Who Is Middle Class?
Alicia H. Munnell is a columnist for MarketWatch and director of the Center for Retirement Research at Boston College.
Some think in terms of household income of $250,000; the answer is $60,000.
All the rhetoric surrounding the coming tax reform proposals says that the changes will benefit the middle class. The question is what income group constitutes the middle class?
Many politicians have adopted household income of $250,000 as a meaningful demarcation point for defining the middle class. Similarly, hanging around financial types and academics who worry about pensions and retirement income, it is easy to get lulled into the notion that the mass affluent – the upper middle of the income distribution – have incomes of about $250,000.
Where does this concept of $250,000 as the appropriate cut-off come from? According to the data in the most recent Census report shown in Table 1 below, the typical household in 2016 had an income of $59,036. A household with an income of $170,536 was at the 90th percentile point, or in the top tenth of the income distribution. Even at the 95th percentile, household income is only $225,251. The thresholds must be interpreted with caution because households include old and young, urban and rural, coastal and midland, and small and large. But it is very hard to understand how anyone could think of $250,000 as the middle. Middle-class households have incomes of about $60,000.
Not surprisingly, the middle class does not receive a significant proportion of aggregate income. That rests with the $214,000-plus households, who receive 52 percent of the total (see Table 2).
The bottom line is keep these numbers in mind as the tax reform debate commences, so you can identify the winners and losers.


=== PROBLEM ===
Determine how many lines in the records hold the word "integrins". Return the number alone.

Dataset excerpts:
◆ ◆ ◆ ◆ ◆ ◆ ◆

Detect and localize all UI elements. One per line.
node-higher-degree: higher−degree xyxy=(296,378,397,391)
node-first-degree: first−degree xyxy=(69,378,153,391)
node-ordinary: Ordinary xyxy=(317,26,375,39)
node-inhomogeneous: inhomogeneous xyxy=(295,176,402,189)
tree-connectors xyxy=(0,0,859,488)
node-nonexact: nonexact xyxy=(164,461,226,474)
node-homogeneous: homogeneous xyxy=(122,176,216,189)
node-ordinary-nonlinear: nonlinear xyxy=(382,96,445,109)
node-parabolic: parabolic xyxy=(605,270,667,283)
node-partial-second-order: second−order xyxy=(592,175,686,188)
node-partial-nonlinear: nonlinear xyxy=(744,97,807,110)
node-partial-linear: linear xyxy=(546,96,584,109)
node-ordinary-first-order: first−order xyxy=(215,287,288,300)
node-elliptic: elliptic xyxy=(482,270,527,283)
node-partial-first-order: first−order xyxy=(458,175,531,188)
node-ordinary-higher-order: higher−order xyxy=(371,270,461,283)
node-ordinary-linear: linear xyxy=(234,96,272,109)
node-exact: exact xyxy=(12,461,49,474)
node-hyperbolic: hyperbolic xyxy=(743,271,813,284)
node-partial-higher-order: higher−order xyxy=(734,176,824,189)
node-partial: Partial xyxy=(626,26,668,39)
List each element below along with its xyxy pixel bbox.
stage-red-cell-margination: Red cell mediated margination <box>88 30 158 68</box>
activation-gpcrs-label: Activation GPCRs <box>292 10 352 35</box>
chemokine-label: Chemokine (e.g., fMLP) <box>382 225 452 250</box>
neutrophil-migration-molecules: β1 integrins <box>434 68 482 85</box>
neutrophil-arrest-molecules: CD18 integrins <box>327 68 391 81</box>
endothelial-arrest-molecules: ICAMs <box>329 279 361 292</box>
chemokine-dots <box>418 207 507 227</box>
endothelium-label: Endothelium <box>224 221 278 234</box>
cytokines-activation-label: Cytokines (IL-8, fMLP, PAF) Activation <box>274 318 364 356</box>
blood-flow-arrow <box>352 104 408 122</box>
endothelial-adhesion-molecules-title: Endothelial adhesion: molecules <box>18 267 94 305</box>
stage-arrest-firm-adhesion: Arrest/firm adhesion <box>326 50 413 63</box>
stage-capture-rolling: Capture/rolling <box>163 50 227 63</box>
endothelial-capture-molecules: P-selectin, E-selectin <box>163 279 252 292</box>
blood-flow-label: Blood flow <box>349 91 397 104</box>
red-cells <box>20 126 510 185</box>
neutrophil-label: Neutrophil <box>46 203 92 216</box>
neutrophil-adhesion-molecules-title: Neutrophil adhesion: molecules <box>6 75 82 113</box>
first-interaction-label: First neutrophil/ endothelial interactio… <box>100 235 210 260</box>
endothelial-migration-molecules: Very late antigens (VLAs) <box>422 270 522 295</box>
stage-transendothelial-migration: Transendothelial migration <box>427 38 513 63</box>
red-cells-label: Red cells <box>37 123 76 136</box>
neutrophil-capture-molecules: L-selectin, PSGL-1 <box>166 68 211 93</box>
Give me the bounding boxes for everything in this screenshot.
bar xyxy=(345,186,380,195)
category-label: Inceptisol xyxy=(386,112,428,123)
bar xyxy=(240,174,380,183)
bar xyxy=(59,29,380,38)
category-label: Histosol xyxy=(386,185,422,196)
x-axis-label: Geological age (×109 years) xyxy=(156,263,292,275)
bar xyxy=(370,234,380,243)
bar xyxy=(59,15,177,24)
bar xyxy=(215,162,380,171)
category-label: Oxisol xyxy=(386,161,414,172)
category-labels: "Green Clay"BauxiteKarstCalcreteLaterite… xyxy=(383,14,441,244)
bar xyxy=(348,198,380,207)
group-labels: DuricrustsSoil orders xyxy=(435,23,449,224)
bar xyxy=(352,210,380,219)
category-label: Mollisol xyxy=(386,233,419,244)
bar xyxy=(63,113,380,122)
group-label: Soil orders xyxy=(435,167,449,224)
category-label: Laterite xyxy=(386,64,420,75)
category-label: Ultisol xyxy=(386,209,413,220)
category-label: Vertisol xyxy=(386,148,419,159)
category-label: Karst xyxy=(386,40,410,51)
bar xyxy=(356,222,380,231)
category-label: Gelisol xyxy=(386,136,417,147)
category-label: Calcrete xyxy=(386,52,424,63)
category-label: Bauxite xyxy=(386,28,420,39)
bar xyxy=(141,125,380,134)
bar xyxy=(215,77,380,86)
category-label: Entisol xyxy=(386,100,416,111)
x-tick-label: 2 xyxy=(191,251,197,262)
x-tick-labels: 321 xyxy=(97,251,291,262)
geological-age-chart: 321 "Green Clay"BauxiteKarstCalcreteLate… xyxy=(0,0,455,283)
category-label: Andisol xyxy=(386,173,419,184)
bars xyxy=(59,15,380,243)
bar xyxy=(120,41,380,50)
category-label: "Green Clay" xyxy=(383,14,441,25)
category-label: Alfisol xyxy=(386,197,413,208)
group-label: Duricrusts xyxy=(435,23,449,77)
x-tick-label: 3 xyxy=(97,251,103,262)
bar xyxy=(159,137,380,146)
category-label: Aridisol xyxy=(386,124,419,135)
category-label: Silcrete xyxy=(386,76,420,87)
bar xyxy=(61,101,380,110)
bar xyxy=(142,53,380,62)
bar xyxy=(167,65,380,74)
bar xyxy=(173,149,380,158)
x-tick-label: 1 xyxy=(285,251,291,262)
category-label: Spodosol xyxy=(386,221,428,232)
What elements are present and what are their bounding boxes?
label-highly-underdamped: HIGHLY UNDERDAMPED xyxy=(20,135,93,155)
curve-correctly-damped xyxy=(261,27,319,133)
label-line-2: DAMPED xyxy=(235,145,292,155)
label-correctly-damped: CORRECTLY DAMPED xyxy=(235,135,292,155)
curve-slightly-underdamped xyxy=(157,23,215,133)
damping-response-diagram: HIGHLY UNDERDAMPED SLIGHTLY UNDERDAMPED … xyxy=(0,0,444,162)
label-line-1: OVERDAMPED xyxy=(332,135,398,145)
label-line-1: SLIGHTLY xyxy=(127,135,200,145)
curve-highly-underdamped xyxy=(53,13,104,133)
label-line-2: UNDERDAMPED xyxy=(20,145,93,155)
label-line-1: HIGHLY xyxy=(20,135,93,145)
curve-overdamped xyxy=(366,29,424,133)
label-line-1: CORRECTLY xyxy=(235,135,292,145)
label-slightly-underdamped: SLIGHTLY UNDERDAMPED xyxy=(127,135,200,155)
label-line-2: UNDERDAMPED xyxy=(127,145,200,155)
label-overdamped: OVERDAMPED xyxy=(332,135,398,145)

◆ ◆ ◆ ◆ ◆ ◆ ◆

=== COMPLETED EXERCISE ===
2